How Did You Get Published?

The question is one of the most often asked of authors, and I am always inclined to quote the great line from Ernest Hemingway's The Sun Also Rises:

How did you go bankrupt?” Bill asked.

“Two ways,” Mike said. “Gradually and then suddenly.”

That was my own path to publishing a novel: gradual, then sudden.

There's really no science to the process. I've always believed it's a matter of perseverance, talent, and luck (not necessarily in that order). Now fantasy writer Jim C. Hines has created a fascinating survey that backs up many of my preconceptions while throwing cold water on a few others. Hines asked 247 authors a number of questions about the path they took to publishing success. The methodology is admittedly flawed (this is back of the napkin science), but it makes for fascinating reading, whether you're writing your first book or your fifteenth. 

Hat tip: Tess Gerritsen.

Certified Platinum

The Poacher's Son is going to be published in a large-print edition with a library binding by Center Point, a publisher of large-print books. By happy coincidence, Center Point is located just down the road from me in Thorndike, Maine. I'm extremely happy with the cover design Minotaur created for my novel, but I feel like the Center Point cover is equally strong. The large-print version, part of the Platinum Mysteries series, will be published on June 28.

I haven't heard yet whether there will be an iPad version of The Poacher's Son, but given that Macmillan is one of the publishing houses that entered into an agreement with Apple to provide titles for iBooks, I'm assuming that will be the case.

Hopeless Romantic

Another good review today for The Poacher's Son, this one from Romantic Times magazine:

Doiron’s impressive debut is told through the eyes of the suspect’s estranged son. This is a literate tale of revenge, love and loyalty that uses the mysterious Maine woods as both a motive for the crime and a knob for ratcheting up the suspense. Though the prose is sometimes flat-footed, there are plenty of twists and surprises to keep the reader guessing until the very end. ★★★★

Moose Rescue

In The Poacher's Son I try to depict some of the many strange jobs Maine game wardens are asked to perform during the course of their shifts. From today's Portland Press Herald comes this one:

Game wardens in Maine say a moose is back in the woods thanks to some human help it got after it broke through the ice on Moose Pond in the town of Bridgton.

Wardens say the bull moose was spotted about 1,000 feet from shore on Sunday after it had broken through the ice...

[They] were able to put a rope around the neck of the moose and break it a path through the ice to shore.

I could make any number of wisecracks about the moose being rescued from Moose Pond, but I'm not going to.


Exercise details » If an entry holds a picture, leave that picture out; copy everything else exactly.

——

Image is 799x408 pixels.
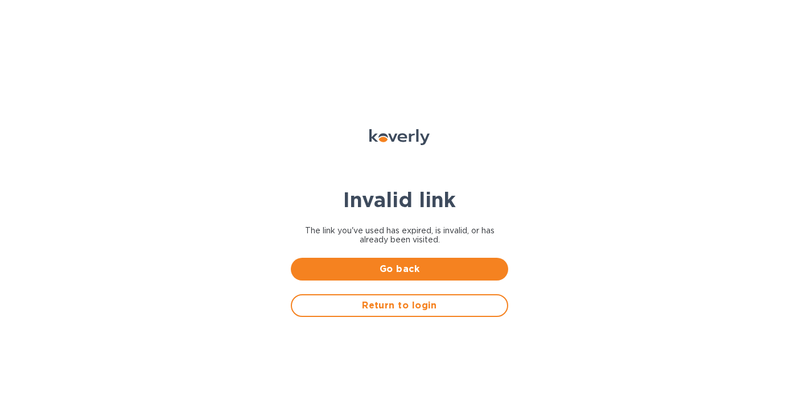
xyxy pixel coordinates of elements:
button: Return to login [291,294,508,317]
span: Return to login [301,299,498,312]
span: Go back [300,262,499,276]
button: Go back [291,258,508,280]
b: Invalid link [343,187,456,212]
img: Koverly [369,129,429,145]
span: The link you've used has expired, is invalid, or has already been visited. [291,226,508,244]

——

Completed exercise »
Image is 799x408 pixels.
xyxy pixel coordinates of elements:
button: Return to login [291,294,508,317]
span: Return to login [301,299,498,312]
span: Go back [300,262,499,276]
button: Go back [291,258,508,280]
b: Invalid link [343,187,456,212]
img: Koverly [369,129,429,145]
span: The link you've used has expired, is invalid, or has already been visited. [291,226,508,244]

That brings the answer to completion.